Home News Man carjacked, beaten, shot to death for parking outside stranger’s LI home

Man carjacked, beaten, shot to death for parking outside stranger’s LI home



A 29-year-old man was carjacked, viciously beaten and shot to death after one of his killers took offense to him parking in “her” spot outside her Long Island home, Suffolk County prosecutors said Tuesday as they announced the indictment of seven suspects.

Linver Alexander Ortiz Ponce, a complete stranger to the suspects, innocently parked his red Camaro outside a home on Fifth Ave. in Bay Shore just before midnight Sept. 16, 2022 — unwittingly setting the chain of events into motion that ended with him left dead in a church parking lot.

“The alleged murder in this case occurred with no provocation and for no good reason,” Suffolk County District Attorney Raymond Tierney said Tuesday. “No one deserves to suffer a violent death for simply parking a car. The alleged brutality showed here is unconscionable.”

Ortiz Ponce had the misfortune of happening to park outside the home of Kayla Alvarenga.

Alvarenga, now 22, demanded Ortiz Ponce move his car from the public spot but he refused, prosecutors said. Outraged, Alvarenga called her friend Christopher Perdomo, now 27, to her home, asking him to “take care” of Ortiz Ponce.

Perdomo and three teens, who at the time were between 16 and 17, showed up in a BMW they had carjacked in another section of Bay Shore hours earlier, according to authorities.
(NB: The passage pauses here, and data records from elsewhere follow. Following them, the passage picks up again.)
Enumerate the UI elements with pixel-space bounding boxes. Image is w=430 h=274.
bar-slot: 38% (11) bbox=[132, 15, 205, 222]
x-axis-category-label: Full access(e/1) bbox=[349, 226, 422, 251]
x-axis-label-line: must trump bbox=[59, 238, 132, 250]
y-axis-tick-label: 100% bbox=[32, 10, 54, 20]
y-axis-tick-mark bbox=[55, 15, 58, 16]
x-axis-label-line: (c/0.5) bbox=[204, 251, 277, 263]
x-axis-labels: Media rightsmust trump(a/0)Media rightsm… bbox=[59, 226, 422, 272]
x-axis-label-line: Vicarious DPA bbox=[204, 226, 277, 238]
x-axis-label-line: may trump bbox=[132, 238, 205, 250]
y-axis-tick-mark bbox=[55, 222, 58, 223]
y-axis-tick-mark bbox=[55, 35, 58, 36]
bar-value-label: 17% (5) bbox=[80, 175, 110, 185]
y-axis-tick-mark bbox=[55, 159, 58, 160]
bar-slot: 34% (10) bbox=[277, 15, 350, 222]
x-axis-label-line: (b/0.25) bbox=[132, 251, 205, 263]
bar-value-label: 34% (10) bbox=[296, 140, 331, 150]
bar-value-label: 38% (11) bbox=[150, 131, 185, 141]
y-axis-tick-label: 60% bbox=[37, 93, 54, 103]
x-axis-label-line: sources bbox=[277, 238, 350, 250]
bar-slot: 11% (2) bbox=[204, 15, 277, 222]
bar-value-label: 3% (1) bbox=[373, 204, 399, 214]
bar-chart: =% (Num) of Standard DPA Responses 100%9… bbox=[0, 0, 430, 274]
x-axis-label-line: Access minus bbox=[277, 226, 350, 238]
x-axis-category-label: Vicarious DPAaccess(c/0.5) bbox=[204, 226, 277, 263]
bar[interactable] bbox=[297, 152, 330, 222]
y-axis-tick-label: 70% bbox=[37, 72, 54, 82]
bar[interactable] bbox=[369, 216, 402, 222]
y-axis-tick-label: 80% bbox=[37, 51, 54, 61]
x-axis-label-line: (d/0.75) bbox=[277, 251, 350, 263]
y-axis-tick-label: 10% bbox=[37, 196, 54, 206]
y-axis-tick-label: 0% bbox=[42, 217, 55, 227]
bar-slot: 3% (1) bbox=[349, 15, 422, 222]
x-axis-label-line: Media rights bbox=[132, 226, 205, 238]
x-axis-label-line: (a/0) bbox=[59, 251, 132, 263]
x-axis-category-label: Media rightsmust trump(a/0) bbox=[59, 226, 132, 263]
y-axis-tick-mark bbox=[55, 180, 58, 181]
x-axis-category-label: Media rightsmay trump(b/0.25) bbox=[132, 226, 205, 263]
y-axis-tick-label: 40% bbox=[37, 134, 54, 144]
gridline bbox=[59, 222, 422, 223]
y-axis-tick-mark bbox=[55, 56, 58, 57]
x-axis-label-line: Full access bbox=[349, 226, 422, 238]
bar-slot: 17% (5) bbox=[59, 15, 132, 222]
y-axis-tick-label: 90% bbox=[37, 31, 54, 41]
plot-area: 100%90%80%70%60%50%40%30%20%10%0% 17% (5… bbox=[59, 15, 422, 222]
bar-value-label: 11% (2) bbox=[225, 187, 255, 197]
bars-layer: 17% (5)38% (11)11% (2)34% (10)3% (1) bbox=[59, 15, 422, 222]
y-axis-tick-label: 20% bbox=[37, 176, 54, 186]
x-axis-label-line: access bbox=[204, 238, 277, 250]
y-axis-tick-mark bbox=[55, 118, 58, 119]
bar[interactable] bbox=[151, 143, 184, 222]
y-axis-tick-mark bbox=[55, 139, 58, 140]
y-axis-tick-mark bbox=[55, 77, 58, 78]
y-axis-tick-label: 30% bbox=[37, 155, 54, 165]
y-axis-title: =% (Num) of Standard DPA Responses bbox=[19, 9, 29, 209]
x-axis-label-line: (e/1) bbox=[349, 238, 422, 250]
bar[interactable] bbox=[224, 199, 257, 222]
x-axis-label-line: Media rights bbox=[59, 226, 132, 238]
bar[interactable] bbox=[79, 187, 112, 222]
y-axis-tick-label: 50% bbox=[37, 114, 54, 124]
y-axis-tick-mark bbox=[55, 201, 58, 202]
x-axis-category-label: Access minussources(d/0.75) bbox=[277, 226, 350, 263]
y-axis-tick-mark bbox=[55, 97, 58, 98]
Perdomo and the teens pulled Ortiz Ponce from the Camaro and beat him, prosecutors say.

Ortiz Ponce managed to escape, running to a Shell gas station a short distance away, where he was caught on surveillance cameras hiding behind several vehicles.

Once the victim ran off, Alvarenga told Perdomo and the rest of her friends to fan out and find him.

Two more teens joined Alvarenga and Perdomo in the search. Using Ortiz Ponce’s abandoned Camaro and the carjacked BMW, the group split up and searched up and down Fifth Ave. until they spotted their victim hiding out at the gas station, according to court papers.

Surveillance video recovered at the scene shows Perdomo and his crew grabbing Ortiz Ponce at gunpoint and forcing him into the BMW. Ortiz Ponce is seen trying to fight off Perdomo as he’s thrown into the car, prosecutors said.

Once they abducted the victim, Alvarenga recommended they go to a church parking lot on Holbrook St. because she didn’t believe there were any surveillance cameras there, prosecutors said.

Perdomo repeatedly pistol-whipped Ortiz Ponce as they drove about six miles to the Jesus House of Prayer Church of God parking lot — where a surveillance camera was in fact installed, prosecutors said.

Once there, each suspect pounded on Ortiz Ponce, who was so badly hurt he could only crawl away from his captors, prosecutors say surveillance footage shows. That’s when Perdomo, at Alvarenga’s orders, shot Ortiz Ponce dead, according to prosecutors.

Ortiz Ponce died in the parking lot by the time first responders arrived.

Meanwhile, Perdomo and the teens abandoned the victim’s Camaro in a thatch of woods in Smithtown, prosecutors say. The stolen BMW was ditched in Brentwood. A short time later, Perdomo and the teens took an Uber back to Alvarenga’s home, where they split up the money in Ortiz Ponce’s wallet, prosecutors said.

The investigation into Alvarenga and Perdomo began to build in February after Suffolk County cops nabbed one of the teens allegedly involved in the killing, the first arrest in the case. The four other teens are not in custody with charges pending.

Perdomo was nabbed in Georgia earlier this month. He had moved to Georgia in May, prosecutors said.

Perdomo was extradited back to Long Island on Oct. 16 and a judge ordered him held without bail on murder, kidnapping and robbery charges. He’s facing life in prison if convicted, prosecutors said.

“No one should jump to conclusions today,” Perdomo’s attorney Robert Gottlieb told the Daily News Thursday.

“I assure you that the truth about what happened and why and who bears responsibility will become very clear as this case proceeds.”

Alvarenga will be arraigned on murder and similar charges on Oct. 30, prosecutors said. This is the second time she’s been charged with murder.

She is already in prison for her role in a botched 2021 robbery of a marijuana dealer in Huntington in which a friend of the dealer was fatally shot, officials said.

She and three others had planned to rip off the marijuana dealer on Oct. 27, 2021. During the heist someone fired a shot through a closed garage door, striking Louis Lombardo.

Alvarenga and co-defendant Jonray Perez were both armed with guns and outside the garage door when the shot was fired, although it wasn’t clear who actually pulled the trigger.

Alvarenga was indicted on murder and robbery charges in January 2023, about four months after Ortiz Ponce was killed, and was ultimately convicted of robbery in April. She was sentenced to 17 years in prison and won’t be up for parole until 2037.